Assistant Attorney General Kristen Clarke, who has a history of espousing racist views, claimed without evidence that Virginia’s move to increase election integrity was an “eleventh hour effort” intended, in part, to “disenfranchise qualified voters.”
The DOJ claimed that it was doing so because it was “too close to the Nov. 5 general election” to remove voters:
Section 8(c)(2) of the NVRA, also known as the Quiet Period Provision, requires states to complete systematic programs aimed at removing the names of ineligible voters from voter registration lists no later than 90 days before federal elections.
However, Virginia Governor Glenn Youngkin’s executive order requiring that non-citizens be removed from voter rolls was signed on August 7, 2024 — exactly 90 days before Election Day.
The problem is the people who are being removed from the voter rolls are not, in fact, voters because they are not citizens, said Youngkin.

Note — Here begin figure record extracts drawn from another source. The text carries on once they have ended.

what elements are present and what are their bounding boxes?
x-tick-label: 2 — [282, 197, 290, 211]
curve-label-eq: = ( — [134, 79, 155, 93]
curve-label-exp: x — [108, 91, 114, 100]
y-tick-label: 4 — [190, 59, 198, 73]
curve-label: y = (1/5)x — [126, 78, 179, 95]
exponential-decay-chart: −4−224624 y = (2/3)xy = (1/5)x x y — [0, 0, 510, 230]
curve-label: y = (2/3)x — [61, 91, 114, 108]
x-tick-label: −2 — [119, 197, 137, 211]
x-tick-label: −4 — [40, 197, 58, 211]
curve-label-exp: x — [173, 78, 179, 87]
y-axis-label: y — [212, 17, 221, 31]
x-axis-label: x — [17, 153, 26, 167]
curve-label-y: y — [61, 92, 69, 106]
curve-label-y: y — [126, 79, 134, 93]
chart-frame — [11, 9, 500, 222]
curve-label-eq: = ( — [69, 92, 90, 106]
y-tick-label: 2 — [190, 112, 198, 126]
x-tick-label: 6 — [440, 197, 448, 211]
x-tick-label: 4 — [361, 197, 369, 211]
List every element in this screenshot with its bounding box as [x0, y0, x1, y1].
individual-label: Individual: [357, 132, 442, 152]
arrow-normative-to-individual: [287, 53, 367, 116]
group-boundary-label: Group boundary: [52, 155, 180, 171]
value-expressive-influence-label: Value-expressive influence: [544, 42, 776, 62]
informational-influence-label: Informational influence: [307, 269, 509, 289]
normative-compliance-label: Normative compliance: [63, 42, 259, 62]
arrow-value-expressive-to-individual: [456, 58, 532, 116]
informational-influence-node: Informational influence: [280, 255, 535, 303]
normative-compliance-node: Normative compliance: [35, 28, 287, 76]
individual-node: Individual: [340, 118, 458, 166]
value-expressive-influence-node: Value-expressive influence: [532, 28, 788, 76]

“With less than 30 days until the election, the Biden-Harris Department of Justice is filing an unprecedented lawsuit against me and the Commonwealth of Virginia, for appropriately enforcing a 2006 law signed by Democrat Tim Kaine that requires Virginia to remove noncitizens from the voter rolls – a process that starts with someone declaring themselves a non-citizen and then registering to vote,” Youngkin said.
Youngkin said that the lawsuit was a “desperate attempt to attack the legitimacy of the elections in the Commonwealth, the very crucible of American Democracy.”
“With the support of our Attorney General, we will defend these commonsense steps, that we are legally required to take, with every resource available to us,” he added. “Virginia’s election will be secure and fair, and I will not stand idly by as this politically motivated action tries to interfere in our elections, period.”